Rabbi Hammerman has it wrong — the law is wrong, and Poland should be boycotted. Why is it that Nazi Germany chose to build a majority of its camps in Poland, as opposed to Norway, Belgium, or Italy? Clearly, Germany sensed that Poles would be amenable to the existence of these camps. It is ludicrous to suggest that 6,700 Polish Righteous Gentiles can override millions of collaborating Poles. Poles made it easy for the Nazis as they turned in their Jewish neighbors and friends. Jan Gross’s work, “Jedwabne,” proves incontrovertibly that Christian Poles forced Jews into a church, burning them all to death. Germans were not present during this action.

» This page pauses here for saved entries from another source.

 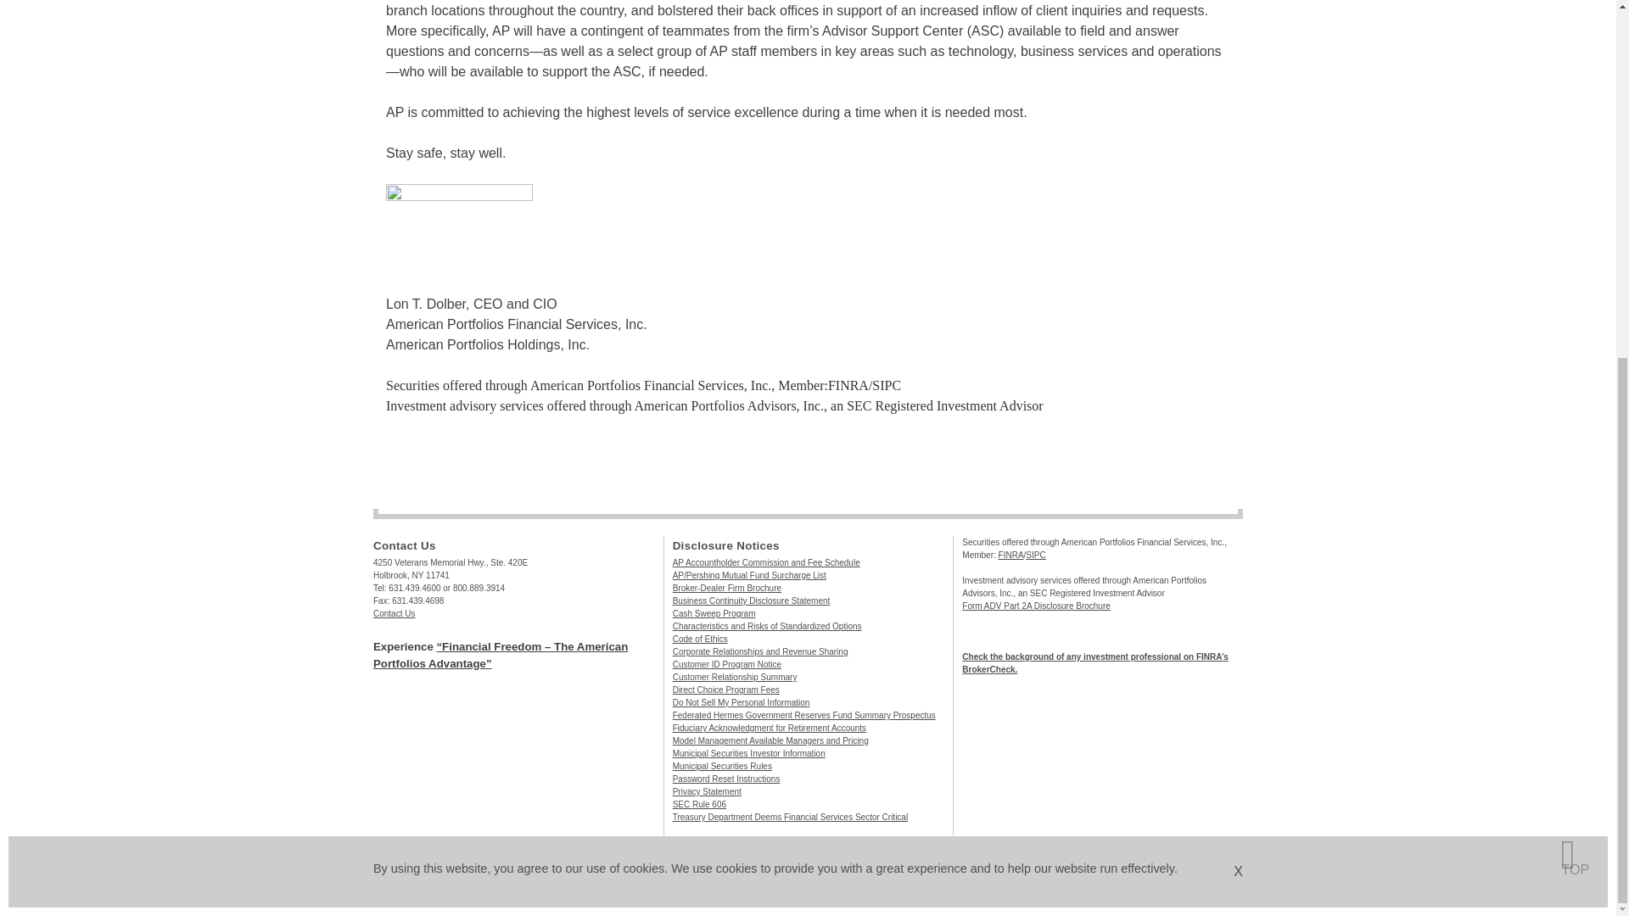 I want to click on Contact Us, so click(x=394, y=614).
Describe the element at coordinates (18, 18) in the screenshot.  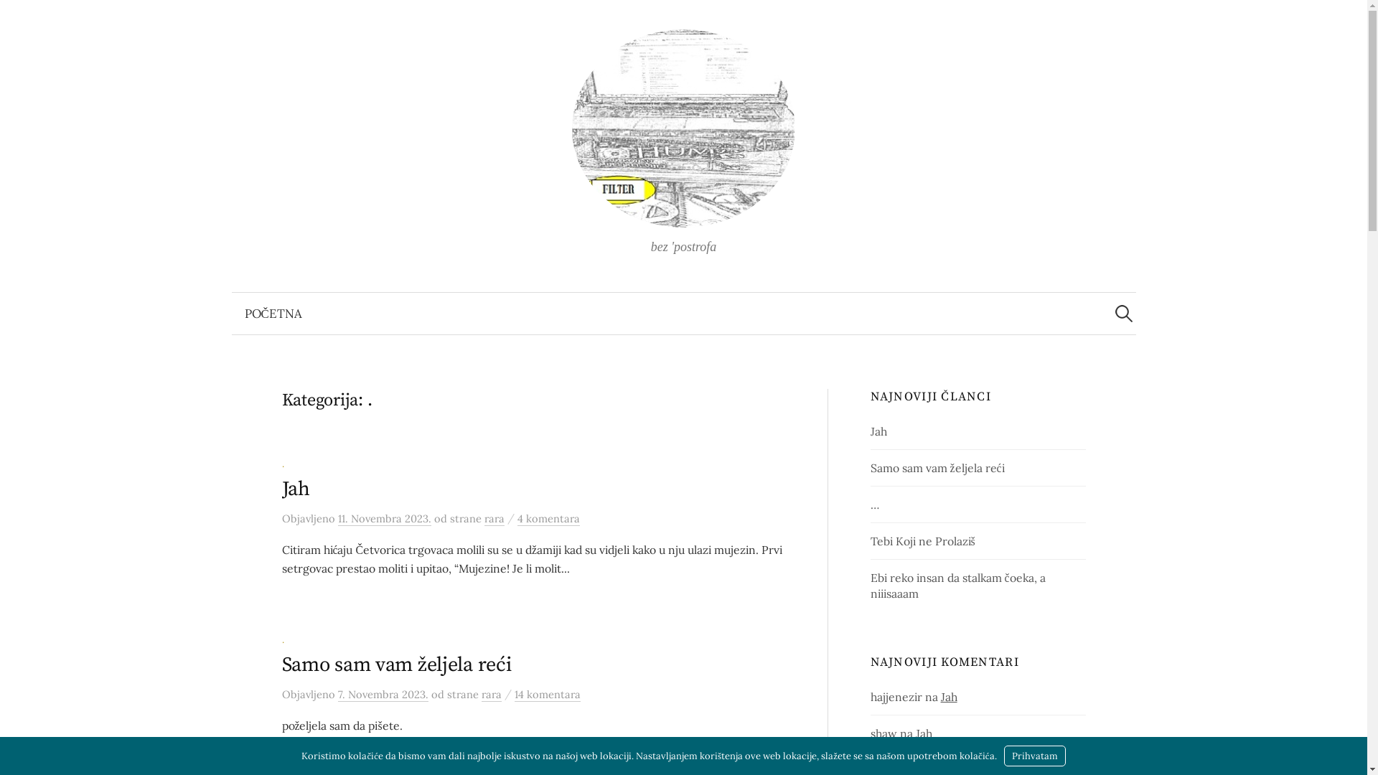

Following World War II, some Jews returned to their former homes in Poland, only to be met with vicious hostility from their neighbors, culminating in the Kielce massacre (July 4, 1946). Forty-two Jews were killed by their neighbors. In 1968, as Poland attempted to break away from the tyranny of its Russian oppressors, a mass wave of anti-Semitism gripped the country, spurred on by Minister of Internal Affairs Mieczslaw Moczar. Many Jews were fired from their positions as journalists, teachers, public service workers, and military officers. More than 13,000 Polish Jews fled the country between 1968 and 1970.

Even today, if one were to visit the barracks at Birkenau, a sign indicates that many ethnic groups perished in this camp. If one did not know otherwise, one would conclude that Jews were only a small portion of those who perished in this camp.

Anti-Semitism is alive and well in contemporary Poland. Yes, the right boycott is of Poland.